1920s American Radio Programs
Nineteen or 19 may refer to: * 19 (number), the natural number following 18 and preceding 20 * one of the years 19 BC, AD 19, 1919, 2019 Films * ''19'' (film), a 2001 Japanese film * ''Nineteen'' (film), a 1987 science fiction film Music * 19 (band), a Japanese pop music duo Albums * ''19'' (Adele album), 2008 * ''19'', a 2003 album by Alsou * ''19'', a 2006 album by Evan Yo * ''19'', a 2018 album by MHD * ''19'', one half of the double album ''63/19'' by Kool A.D. * ''Number Nineteen'', a 1971 album by American jazz pianist Mal Waldron * ''XIX'' (EP), a 2019 EP by 1the9 Songs * "19" (song), a 1985 song by British musician Paul Hardcastle. * "Nineteen", a song by Bad4Good from the 1992 album ''Refugee'' * "Nineteen", a song by Karma to Burn from the 2001 album ''Almost Heathen''. * "Nineteen" (song), a 2007 song by American singer Billy Ray Cyrus. * "Nineteen", a song by Tegan and Sara from the 2007 album '' The Con''. * "XIX" (song), a 2014 song by Slipknot. ...
[...More Info...]      
[...Related Items...]     OR:     [Wikipedia]   [Google]   [Baidu]  


picture info

1930s American Radio Programs
Year 193 ( CXCIII) was a common year starting on Monday (link will display the full calendar) of the Julian calendar. At the time, it was known as the Year of the Consulship of Sosius and Ericius (or, less frequently, year 946 ''Ab urbe condita''). The denomination 193 for this year has been used since the early medieval period, when the Anno Domini calendar era became the prevalent method in Europe for naming years. Events By place Roman Empire * January 1 – Year of the Five Emperors: The Roman Senate chooses Publius Helvius Pertinax, against his will, to succeed the late Commodus as Emperor. Pertinax is forced to reorganize the handling of finances, which were wrecked under Commodus, to reestablish discipline in the Roman army, and to suspend the food programs established by Trajan, provoking the ire of the Praetorian Guard. * March 28 – Pertinax is assassinated by members of the Praetorian Guard, who storm the imperial palace. The Empire is auctioned off ...
[...More Info...]      
[...Related Items...]     OR:     [Wikipedia]   [Google]   [Baidu]  

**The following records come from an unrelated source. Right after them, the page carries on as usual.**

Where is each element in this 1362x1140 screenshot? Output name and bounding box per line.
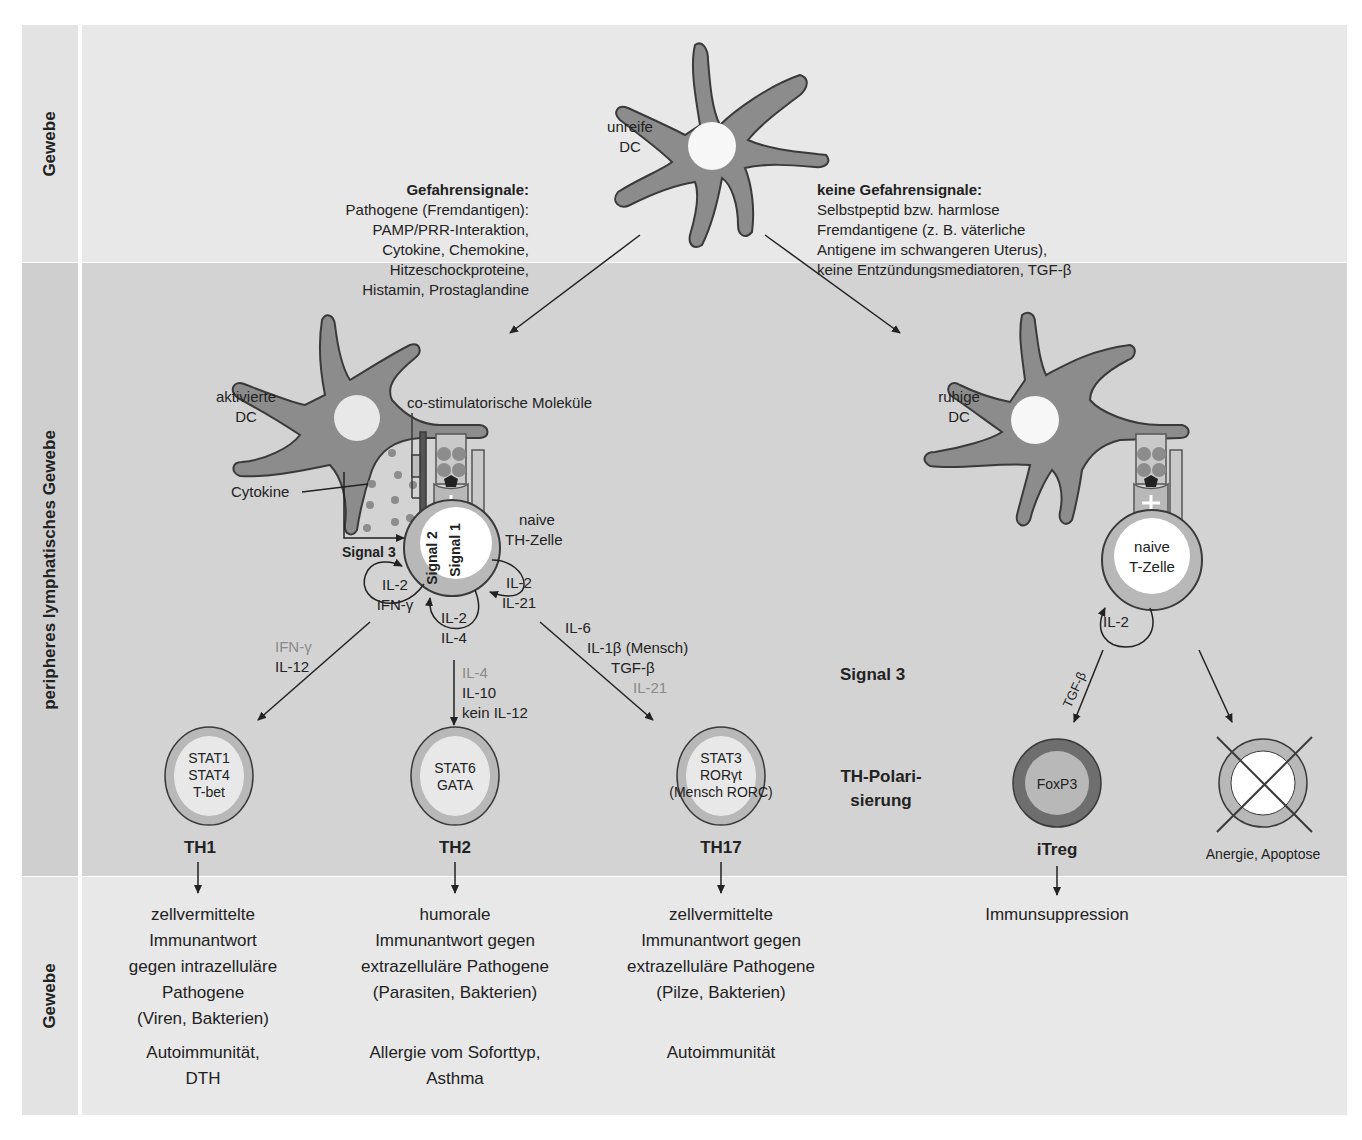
th1-response: zellvermittelteImmunantwortgegen intraze… xyxy=(118,902,288,1092)
loop-left-label: IL-2IFN-γ xyxy=(373,575,417,615)
anergy-apoptosis-icon xyxy=(1217,737,1312,832)
itreg-response: Immunsuppression xyxy=(957,902,1157,928)
th2-arrow-label: IL-4 IL-10 kein IL-12 xyxy=(462,663,528,723)
danger-signals-text: Gefahrensignale: Pathogene (Fremdantigen… xyxy=(270,180,529,300)
signal3-label-left: Signal 3 xyxy=(342,542,396,562)
th17-response: zellvermittelteImmunantwort gegenextraze… xyxy=(611,902,831,1066)
quiescent-dc-label: ruhigeDC xyxy=(930,387,988,427)
loop-bottom-label: IL-2IL-4 xyxy=(437,608,471,648)
th2-response: humoraleImmunantwort gegenextrazelluläre… xyxy=(345,902,565,1092)
signal2-label: Signal 2 xyxy=(422,531,442,585)
signal1-label: Signal 1 xyxy=(445,523,465,577)
naive-t-cell-label: naiveT-Zelle xyxy=(1117,537,1187,577)
tcr-mhc-complex-right-icon xyxy=(1134,434,1182,520)
itreg-name: iTreg xyxy=(1017,840,1097,860)
th-polarization-label: TH-Polari-sierung xyxy=(826,765,936,813)
anergy-label: Anergie, Apoptose xyxy=(1183,844,1343,864)
th17-factors: STAT3RORγt(Mensch RORC) xyxy=(668,750,774,801)
no-danger-signals-text: keine Gefahrensignale: Selbstpeptid bzw.… xyxy=(817,180,1071,280)
immature-dc-label: unreifeDC xyxy=(600,117,660,157)
th2-name: TH2 xyxy=(415,838,495,858)
cytokine-dots-icon xyxy=(363,449,417,532)
costim-label: co-stimulatorische Moleküle xyxy=(407,393,592,413)
th1-factors: STAT1STAT4T-bet xyxy=(174,750,244,801)
th1-name: TH1 xyxy=(160,838,240,858)
naive-th-cell-label: naiveTH-Zelle xyxy=(505,510,563,550)
th17-name: TH17 xyxy=(681,838,761,858)
th1-arrow-label: IFN-γ IL-12 xyxy=(275,637,312,677)
activated-dc-label: aktivierteDC xyxy=(212,387,280,427)
il2-loop-label: IL-2 xyxy=(1103,612,1129,632)
loop-right-label: IL-2IL-21 xyxy=(500,573,538,613)
th2-factors: STAT6GATA xyxy=(420,760,490,794)
signal3-center-label: Signal 3 xyxy=(840,665,905,685)
th17-arrow-label: IL-6 IL-1β (Mensch) TGF-β IL-21 xyxy=(565,618,688,698)
itreg-factors: FoxP3 xyxy=(1027,774,1087,794)
cytokine-label: Cytokine xyxy=(231,482,289,502)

American Music Radio Programs
American(s) may refer to: * American, something of, from, or related to the United States of America, commonly known as the "United States" or "America" ** Americans, citizens and nationals of the United States of America ** American ancestry, people who self-identify their ancestry as "American" ** American English, the set of varieties of the English language native to the United States ** Native Americans in the United States, indigenous peoples of the United States * American, something of, from, or related to the Americas, also known as "America" ** Indigenous peoples of the Americas * American (word), for analysis and history of the meanings in various contexts Organizations * American Airlines, U.S.-based airline headquartered in Fort Worth, Texas * American Athletic Conference, an American college athletic conference * American Recordings (record label), a record label previously known as Def American * American University, in Washington, D.C. Sports teams Soccer * B ...
[...More Info...]      
[...Related Items...]     OR:     [Wikipedia]   [Google]   [Baidu]  


picture info

NBC Radio Programs
The National Broadcasting Company (NBC) is an Television in the United States, American English-language Commercial broadcasting, commercial television network, broadcast television and radio network. The flagship property of the NBC Entertainment division of NBCUniversal, a division of Comcast, its headquarters are located at Comcast Building in New York City. The company also has offices in Los Angeles at 10 Universal City Plaza and Chicago at the NBC Tower. NBC is the oldest of the traditional Big Three (television networks), "Big Three" American television networks, having been formed in 1926 by the Radio Corporation of America. NBC is sometimes referred to as the "Peacock Network," in reference to its Logo of NBC, stylized peacock logo, introduced in 1956 to promote the company's innovations in early color broadcasting. NBC has twelve owned-and-operated stations and nearly 200 affiliates throughout the United States and its territories, some of which are also available i ...
[...More Info...]      
[...Related Items...]     OR:     [Wikipedia]   [Google]   [Baidu]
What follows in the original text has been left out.